Friendships made in childhood are invaluable, but quite often I come across old acquaintances who’ve done well in life, not interested in meeting childhood friends who life has dealt with less favourably.

An uncle of mine told me an incident of how when he was a high-ranking officer, he had a childhood friend who was just a truck driver. One day he took his friend, the truck driver, to another officer’s place for a game of Bridge. As they sat down he noticed that the other man seemed distracted, “Anything wrong?” asked my uncle.

A car was honking behind me, “Let him pass!” I told my driver, and my driver quite reluctantly gave way. I smiled as I remembered a story about a doctor who was called one evening for an urgent surgery for a little boy. He answered the call, changed his clothes, reached the hospital in minutes and went directly to the surgery block.  He found the boy's father waiting in the hall for the doctor. On seeing him, the dad yelled: "Why did you take all this time to come? Don't you know that my son's life is in danger? Don't you have any sense of responsibility?"

The little boy was weeping outside the closed doors of the church. His tears flowed like tsunami waves down his check. A stranger passing by, stopped and enquired, “Why are you crying little boy, that too outside a church?”

The little boy looked up to the stranger and said, “The priest could not pray for my mother! She’s dying, but before I could reach the priest to ask him to pray for her, the doors were closed!”

What is it that is blinding our people? A bridge that stretches out into the sea, tunnels, metros and bullet trains that cut short travel time and that speak of a new India, equal to the west. They think they see progress.

But is it?

In my recent visit to New York, it was a strange sight I saw. Not just subways, gigantic bridges and lengthy tunnels. Oh yes, they were all there, but what I saw was freedom written on the faces of people.

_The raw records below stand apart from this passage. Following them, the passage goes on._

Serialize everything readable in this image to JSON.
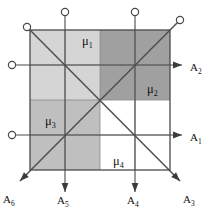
{
  "figure": {
    "background_color": "#ffffff",
    "line_color": "#4a4a4a",
    "grid_color": "#8c8c8c"
  },
  "square": {
    "x": 30,
    "y": 30,
    "size": 140,
    "divisions": 4,
    "cell_size": 35,
    "border_color": "#4a4a4a"
  },
  "shades": {
    "light": "#d5d5d5",
    "medium": "#bfbfbf",
    "dark": "#a0a0a0",
    "white": "#ffffff"
  },
  "cells": [
    {
      "row": 0,
      "col": 0,
      "shade": "light"
    },
    {
      "row": 0,
      "col": 1,
      "shade": "light"
    },
    {
      "row": 0,
      "col": 2,
      "shade": "dark"
    },
    {
      "row": 0,
      "col": 3,
      "shade": "dark"
    },
    {
      "row": 1,
      "col": 0,
      "shade": "light"
    },
    {
      "row": 1,
      "col": 1,
      "shade": "light"
    },
    {
      "row": 1,
      "col": 2,
      "shade": "dark"
    },
    {
      "row": 1,
      "col": 3,
      "shade": "dark"
    },
    {
      "row": 2,
      "col": 0,
      "shade": "medium"
    },
    {
      "row": 2,
      "col": 1,
      "shade": "medium"
    },
    {
      "row": 2,
      "col": 2,
      "shade": "white"
    },
    {
      "row": 2,
      "col": 3,
      "shade": "white"
    },
    {
      "row": 3,
      "col": 0,
      "shade": "medium"
    },
    {
      "row": 3,
      "col": 1,
      "shade": "medium"
    },
    {
      "row": 3,
      "col": 2,
      "shade": "white"
    },
    {
      "row": 3,
      "col": 3,
      "shade": "white"
    }
  ],
  "mu_labels": [
    {
      "id": "mu1",
      "base": "μ",
      "sub": "1",
      "x": 82,
      "y": 45
    },
    {
      "id": "mu2",
      "base": "μ",
      "sub": "2",
      "x": 147,
      "y": 93
    },
    {
      "id": "mu3",
      "base": "μ",
      "sub": "3",
      "x": 45,
      "y": 125
    },
    {
      "id": "mu4",
      "base": "μ",
      "sub": "4",
      "x": 113,
      "y": 165
    }
  ],
  "axes": [
    {
      "id": "A1",
      "base": "A",
      "sub": "1",
      "direction": "right",
      "label_x": 190,
      "label_y": 141,
      "start": {
        "x": 12,
        "y": 135
      },
      "end": {
        "x": 182,
        "y": 135
      },
      "node": {
        "x": 12,
        "y": 135
      }
    },
    {
      "id": "A2",
      "base": "A",
      "sub": "2",
      "direction": "right",
      "label_x": 190,
      "label_y": 71,
      "start": {
        "x": 12,
        "y": 65
      },
      "end": {
        "x": 182,
        "y": 65
      },
      "node": {
        "x": 12,
        "y": 65
      }
    },
    {
      "id": "A3",
      "base": "A",
      "sub": "3",
      "direction": "down-right",
      "label_x": 183,
      "label_y": 203,
      "start": {
        "x": 27,
        "y": 27
      },
      "end": {
        "x": 180,
        "y": 181
      },
      "node": {
        "x": 27,
        "y": 27
      }
    },
    {
      "id": "A4",
      "base": "A",
      "sub": "4",
      "direction": "down",
      "label_x": 127,
      "label_y": 204,
      "start": {
        "x": 135,
        "y": 12
      },
      "end": {
        "x": 135,
        "y": 192
      },
      "node": {
        "x": 135,
        "y": 12
      }
    },
    {
      "id": "A5",
      "base": "A",
      "sub": "5",
      "direction": "down",
      "label_x": 57,
      "label_y": 204,
      "start": {
        "x": 65,
        "y": 12
      },
      "end": {
        "x": 65,
        "y": 192
      },
      "node": {
        "x": 65,
        "y": 12
      }
    },
    {
      "id": "A6",
      "base": "A",
      "sub": "6",
      "direction": "down-left",
      "label_x": 3,
      "label_y": 203,
      "start": {
        "x": 180,
        "y": 20
      },
      "end": {
        "x": 20,
        "y": 181
      },
      "node": {
        "x": 180,
        "y": 20
      }
    }
  ]
}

Years ago one of the first songs I loved playing on my harmonica was the Negro Spiritual, “Gone Are The Days.” It was a sad song and had a plaintive melody but ended with the words, “I’m coming!” as the black slave sang out to his God that he would soon be with Him. A friend sent me these words below, which reminded me of the same song and days gone by:

Gone are the days when we queued up in the book depot, and got our new books and notes. The days when we wanted two Sundays and no Mondays, yet managed to line up daily for the morning prayers.